In Poker Face, a new mystery series on the Peacock streaming service, Natasha Lyonne plays Charlie Cale, a frazzled, good-natured weirdo who bums across the American landscape, chased by a vengeful casino owner's lackey, solving murders with her uncanny ability to flawlessly detect when someone is intentionally lying.
The series was created by Rian Johnson, who also wrote and directed the Knives Out films, both of which were satires of pathetic, ultimately worthless rich people. Poker Face similarly pays tribute to well-worn mystery tropes—in this case borrowing heavily from old-school TV detectives like Columbo—while giving the genre a contemporary, implicitly left-leaning twist.

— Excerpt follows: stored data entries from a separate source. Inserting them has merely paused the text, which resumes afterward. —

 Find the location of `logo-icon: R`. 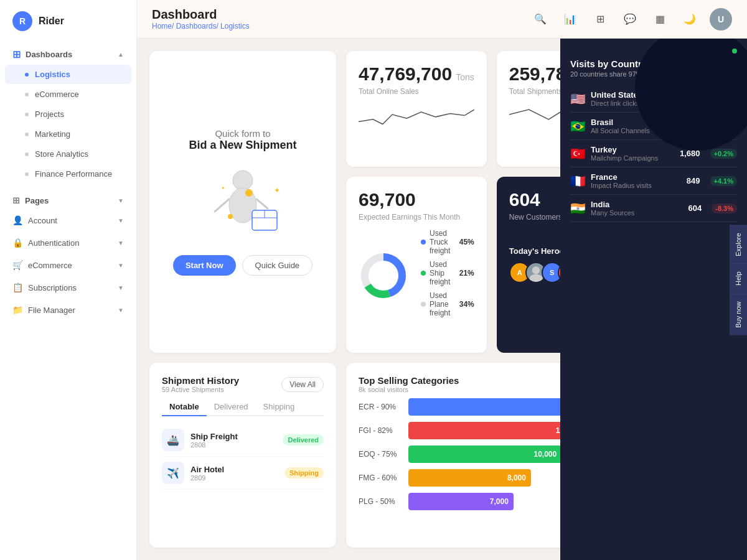

logo-icon: R is located at coordinates (22, 21).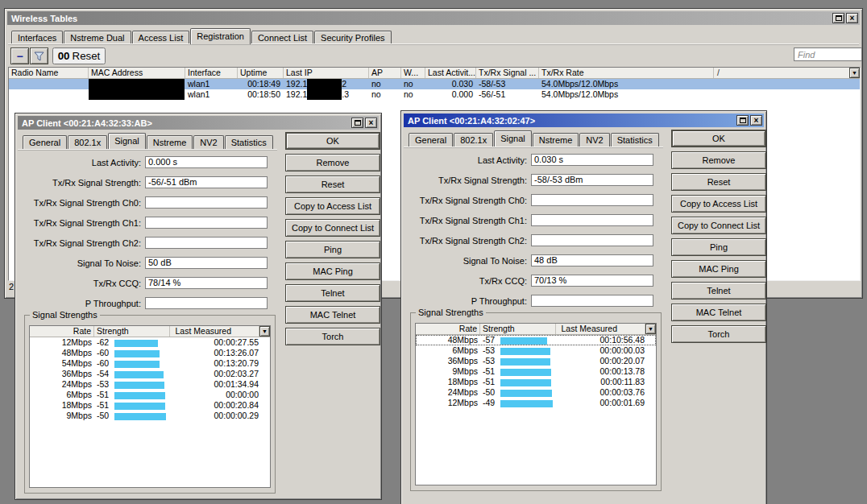 Image resolution: width=867 pixels, height=504 pixels. What do you see at coordinates (592, 159) in the screenshot?
I see `field-value: 0.030 s` at bounding box center [592, 159].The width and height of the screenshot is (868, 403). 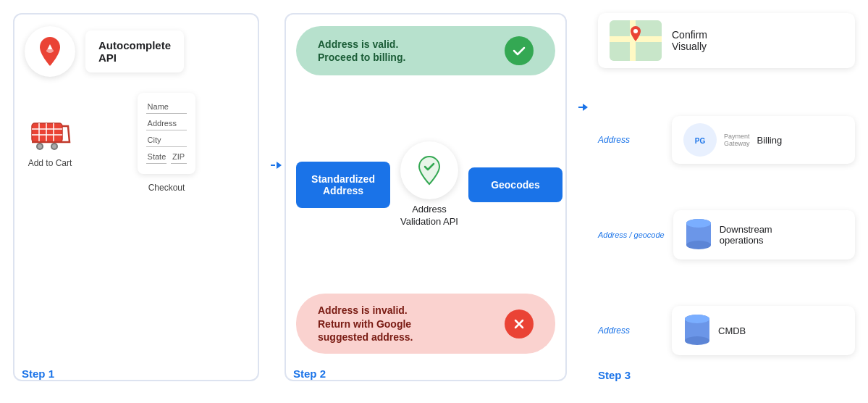 What do you see at coordinates (167, 141) in the screenshot?
I see `city-field: City` at bounding box center [167, 141].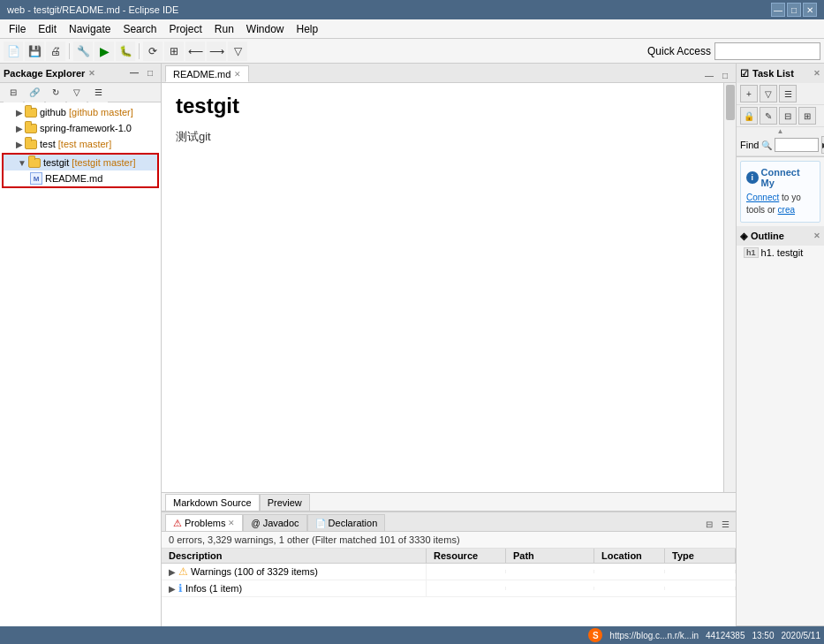  I want to click on task-btn-1: 🔒, so click(749, 116).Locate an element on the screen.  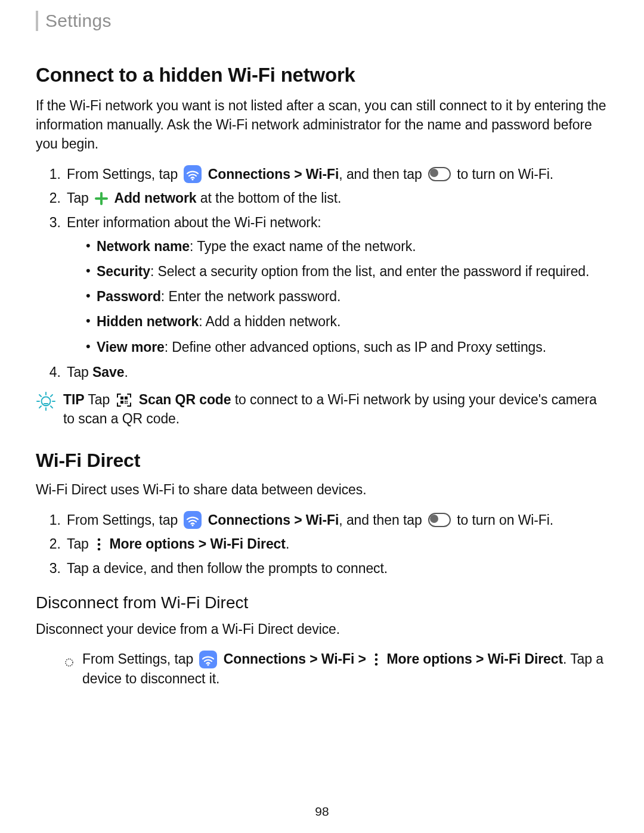
bullet-security: Security: Select a security option from … is located at coordinates (347, 271). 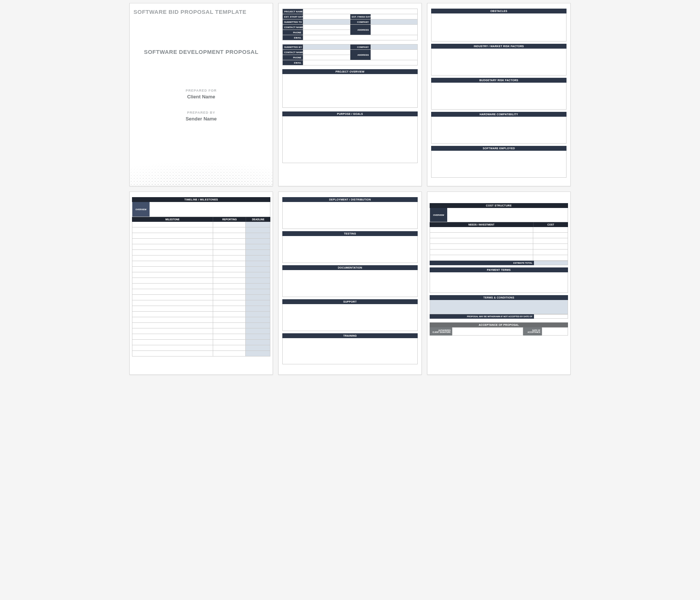 I want to click on box-documentation, so click(x=350, y=284).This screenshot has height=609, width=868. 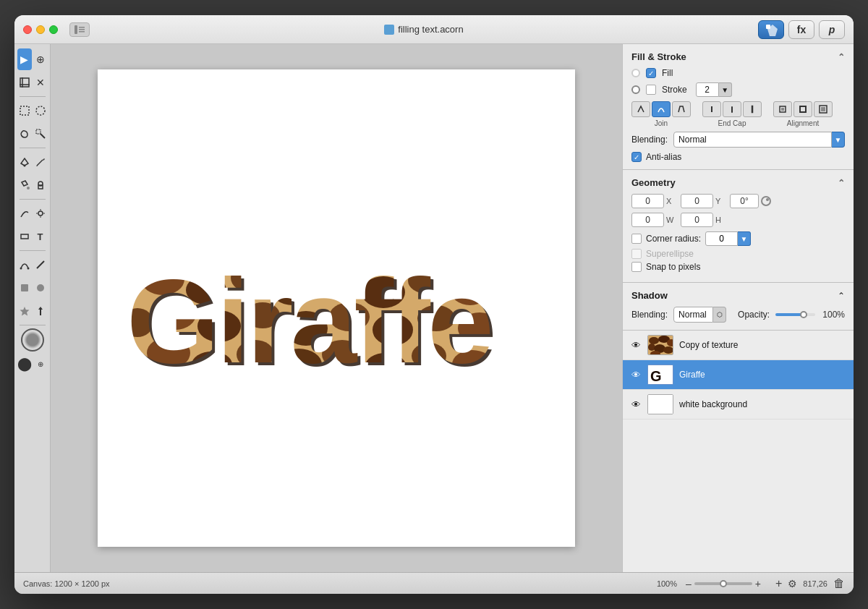 I want to click on rect-select-tool, so click(x=25, y=111).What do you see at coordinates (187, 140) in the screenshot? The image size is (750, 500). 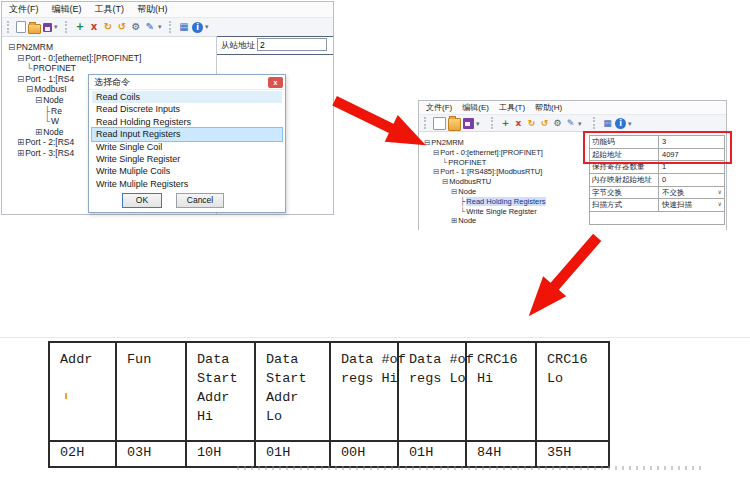 I see `command-list: Read CoilsRead Discrete InputsRead Holdi…` at bounding box center [187, 140].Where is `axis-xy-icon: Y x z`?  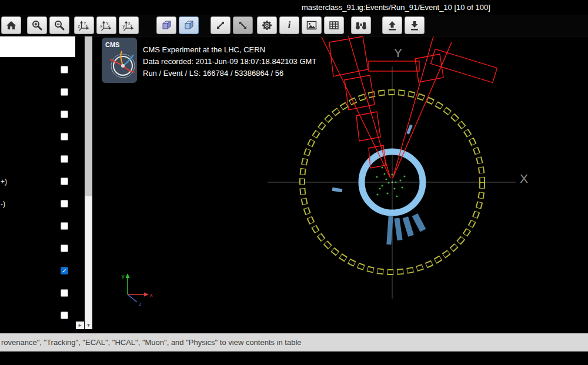 axis-xy-icon: Y x z is located at coordinates (84, 25).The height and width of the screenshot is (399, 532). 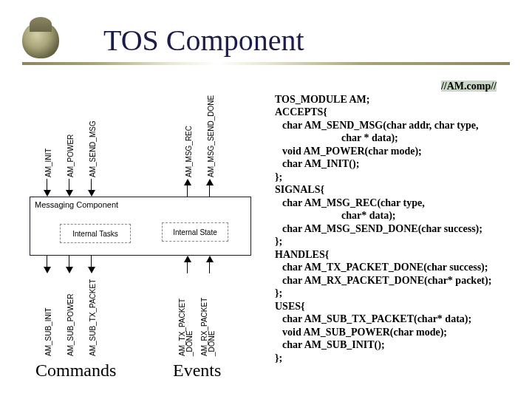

Each week, Cale finds herself in a new locale. One week it's a Sunbelt truck stop, the next a Southern barbecue tent, the next a divey music venue featuring has-been rockers. The mysteries aren't dull message-of-the-week stories, and they deliver solidly on the mystery premise. But they also serve as pointillist surveys of the American economic and social landscape with an ideological tilt.
There's the black military vet with a promising side hustle as a sandwich influencer killed by a mediocre white guy over a lottery ticket. There's the barbecue genius murdered by his hustler partner when he wants to go vegan. There's the drummer murdered by his bandmates who want to steal authorship of his sure-to-be-hit song.
It's a twisted vision of the American economy as one populated by makers and moochers. The series posits that murder in America is committed by the people in America who have no creative abilities or ambitions themselves—just a desire to be rich or famous, and a willingness to take any shortcut, including killing another person, to get what they want.